The rare senior meeting, signalling a thaw between states that have been at loggerheads for decades, was also attended by Saudi King Salman and Iraqi Prime Minister Haider al-Abadi.

"We have launched a program for the future of the region based on development and security rather than the differences and wars that we have suffered," Abadi said.

WINNING THE PEACE

Tillerson said the council would contribute to reforms to build Iraq's private sector and encourage foreign investment. "This will be critical to winning the peace that has been earned through the hard-fought military gains," he said.

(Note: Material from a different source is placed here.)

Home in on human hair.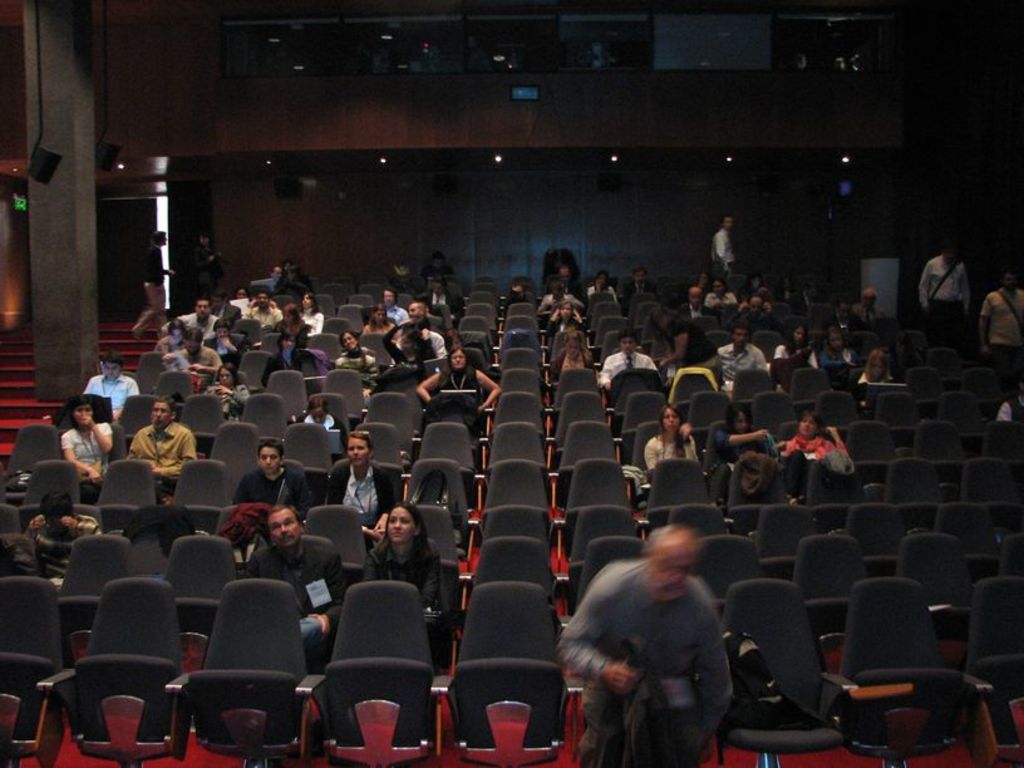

The council agreed to reopen a Saudi Basic Industries Corp (SABIC) office in Iraq and grant Saudi agriculture company SALIC an investment licence. A second meeting will be held in Baghdad but no date was mentioned.

Tillerson and Jubeir also discussed Washington's hawkish new policy towards Iran, including a possible withdrawal from the 2015 nuclear deal and new sanctions on the IRGC.

"Both our countries believe those who conduct business with the Iranian Revolutionary Guard, any of their entities, European companies or other companies around the world really do so at great risk," said Tillerson.

Relations between Riyadh and Baghdad have been cut since the former Iraqi President Saddam Hussein invaded Kuwait in 1990. Saudi Arabia, along with the United Arab Emirates, is wooing Baghdad now in an effort to halt the growing regional influence of arch-foe Iran.

Saudi Oil Minister Khalid al-Falih visited Iraq on Saturday to call for increased economic cooperation and praise existing coordination to boost crude oil prices, the first Saudi official to make a public speech in Baghdad for decades.

A commercial Saudi airplane landed in Baghdad last week for the first time in 27 years, and in August the two countries opened a border crossing for trade which had been closed just as long. Tillerson's six-day trip will also take him to Qatar, Pakistan, India and Switzerland.